Martin Scorsese tells a story recalling the chance encounter that led him to cast the late Ray Liotta as gangster Henry Hill in Goodfellas.
Martin Scorsese recalls the chance encounter that led him to cast Ray Liotta as gangster Henry Hill in Goodfellas. Liotta was a relative unknown when he entered the chase to star in Scorsese’s Goodfellas, the director’s 1990 return to the gangster genre. But the actor’s lack of cinematic experience ultimately did not deter Scorsese from choosing him to hold down the movie’s lead role alongside such movie heavyweights as Robert De Niro, Joe Pesci and Paul Sorvino.
As Liotta’s many fans wait to celebrate the late actor’s posthumous induction into the Hollywood Walk of Fame, Scorsese took a moment to remember the Goodfellas star, and relate a fun story about why he chose Liotta over the other actors up for the role. Speaking to Variety, Scorsese said that he liked Liotta’s audition, but still wasn’t sure if the young actor had the goods to carry a whole movie. Then something happened by chance at the Venice Film Festival that helped Scorsese make up his mind:
“We were thinking about just a few actors to play Henry Hill, and Ray was one of them. I had one concern. I knew that he could handle a role like the one he had in Something Wild, but here he would have to carry the whole picture. He had to look like he could have come out of that world, he had to have a certain innocence, he had to have authority, but most of all he needed charm as a counterweight to the violence and the horrifying behavior. I loved Ray’s work, we got along very well whenever we met and I knew we could work together.
“And then, something clicked into place. I was staying at the Excelsior Hotel. I was crossing the lobby to do an interview and I saw Ray waving to me on the other side of the room — he was there with Dominick and Eugene. He headed toward me to say hello and he was confronted by a phalanx of security. And… he handled it. Perfectly.”
Scorsese Made The Right Choice Casting Ray Liotta As Henry Hill
Goodfellas is of course now thought of as a genuine Hollywood classic, and Liotta is so integral to its effect that it’s hard to imagine anyone else but him in the role of Henry Hill. Liotta certainly possesses the authority Scorsese says was an important aspect of the character, but he also has that touch of boyishness that makes him convincing in early scenes when he’s still relatively new to the mobster game. And it’s true that he also possesses the charm needed to balance off all the horrific things that happen in the movie. He also happened to be very convincing playing coked-up paranoia in the film’s brilliant final act.
It is indeed somewhat remarkable that Liotta was not recognized more for his great performance at the time Goodfellas came out, but in 1990, he was somewhat overshadowed by co-stars De Niro and Pesci. But as the years have gone on, Liotta’s work in the film has come to be properly recognized for how great it truly is. Goodfellas is indeed a classic, and Liotta is at the center of the whole thing, holding it together just as Scorsese believed he would be able to do. It’s wild to think that Scorsese wasn’t actually convinced by Liotta’s audition, but by something random that happened in real life.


__Activity__.
Exact reproduction, images excluded: write out the records below.

__Information shown__.
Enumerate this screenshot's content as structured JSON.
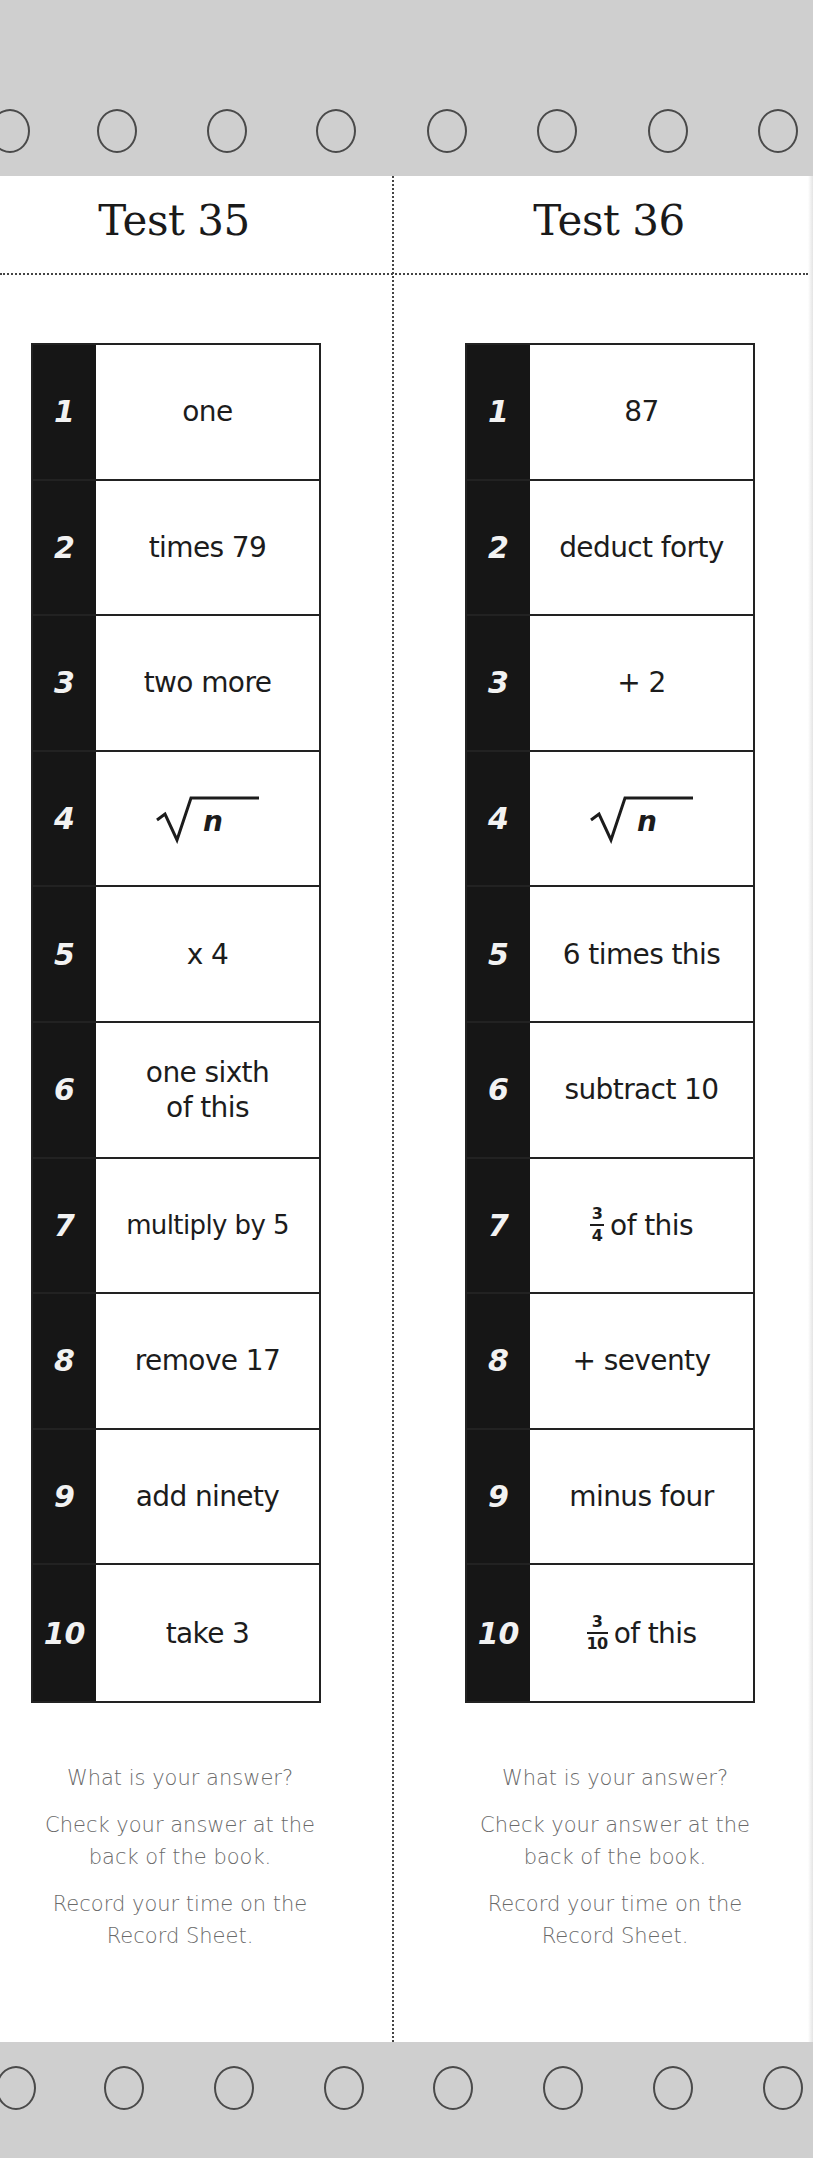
{
  "page": {
    "background": "#ffffff",
    "band_color": "#cfcfcf",
    "number_strip_color": "#161616",
    "note_color": "#6a6a6a"
  },
  "binder_holes": {
    "top_count": 8,
    "bottom_count": 8
  },
  "tests": [
    {
      "title": "Test 35",
      "steps": [
        {
          "number": "1",
          "text": "one"
        },
        {
          "number": "2",
          "text": "times 79"
        },
        {
          "number": "3",
          "text": "two more"
        },
        {
          "number": "4",
          "text": "n",
          "symbol": "square-root"
        },
        {
          "number": "5",
          "text": "x 4"
        },
        {
          "number": "6",
          "text": "one sixth\nof this"
        },
        {
          "number": "7",
          "text": "multiply by 5"
        },
        {
          "number": "8",
          "text": "remove 17"
        },
        {
          "number": "9",
          "text": "add ninety"
        },
        {
          "number": "10",
          "text": "take 3"
        }
      ],
      "notes": {
        "question": "What is your answer?",
        "check": "Check your answer at the\nback of the book.",
        "record": "Record your time on the\nRecord Sheet."
      }
    },
    {
      "title": "Test 36",
      "steps": [
        {
          "number": "1",
          "text": "87"
        },
        {
          "number": "2",
          "text": "deduct forty"
        },
        {
          "number": "3",
          "text": "+ 2"
        },
        {
          "number": "4",
          "text": "n",
          "symbol": "square-root"
        },
        {
          "number": "5",
          "text": "6 times this"
        },
        {
          "number": "6",
          "text": "subtract 10"
        },
        {
          "number": "7",
          "text": "of this",
          "fraction": {
            "numerator": "3",
            "denominator": "4"
          }
        },
        {
          "number": "8",
          "text": "+ seventy"
        },
        {
          "number": "9",
          "text": "minus four"
        },
        {
          "number": "10",
          "text": "of this",
          "fraction": {
            "numerator": "3",
            "denominator": "10"
          }
        }
      ],
      "notes": {
        "question": "What is your answer?",
        "check": "Check your answer at the\nback of the book.",
        "record": "Record your time on the\nRecord Sheet."
      }
    }
  ]
}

__Expected output__.
Enumerate this screenshot's content as structured JSON.
{
  "page": {
    "background": "#ffffff",
    "band_color": "#cfcfcf",
    "number_strip_color": "#161616",
    "note_color": "#6a6a6a"
  },
  "binder_holes": {
    "top_count": 8,
    "bottom_count": 8
  },
  "tests": [
    {
      "title": "Test 35",
      "steps": [
        {
          "number": "1",
          "text": "one"
        },
        {
          "number": "2",
          "text": "times 79"
        },
        {
          "number": "3",
          "text": "two more"
        },
        {
          "number": "4",
          "text": "n",
          "symbol": "square-root"
        },
        {
          "number": "5",
          "text": "x 4"
        },
        {
          "number": "6",
          "text": "one sixth\nof this"
        },
        {
          "number": "7",
          "text": "multiply by 5"
        },
        {
          "number": "8",
          "text": "remove 17"
        },
        {
          "number": "9",
          "text": "add ninety"
        },
        {
          "number": "10",
          "text": "take 3"
        }
      ],
      "notes": {
        "question": "What is your answer?",
        "check": "Check your answer at the\nback of the book.",
        "record": "Record your time on the\nRecord Sheet."
      }
    },
    {
      "title": "Test 36",
      "steps": [
        {
          "number": "1",
          "text": "87"
        },
        {
          "number": "2",
          "text": "deduct forty"
        },
        {
          "number": "3",
          "text": "+ 2"
        },
        {
          "number": "4",
          "text": "n",
          "symbol": "square-root"
        },
        {
          "number": "5",
          "text": "6 times this"
        },
        {
          "number": "6",
          "text": "subtract 10"
        },
        {
          "number": "7",
          "text": "of this",
          "fraction": {
            "numerator": "3",
            "denominator": "4"
          }
        },
        {
          "number": "8",
          "text": "+ seventy"
        },
        {
          "number": "9",
          "text": "minus four"
        },
        {
          "number": "10",
          "text": "of this",
          "fraction": {
            "numerator": "3",
            "denominator": "10"
          }
        }
      ],
      "notes": {
        "question": "What is your answer?",
        "check": "Check your answer at the\nback of the book.",
        "record": "Record your time on the\nRecord Sheet."
      }
    }
  ]
}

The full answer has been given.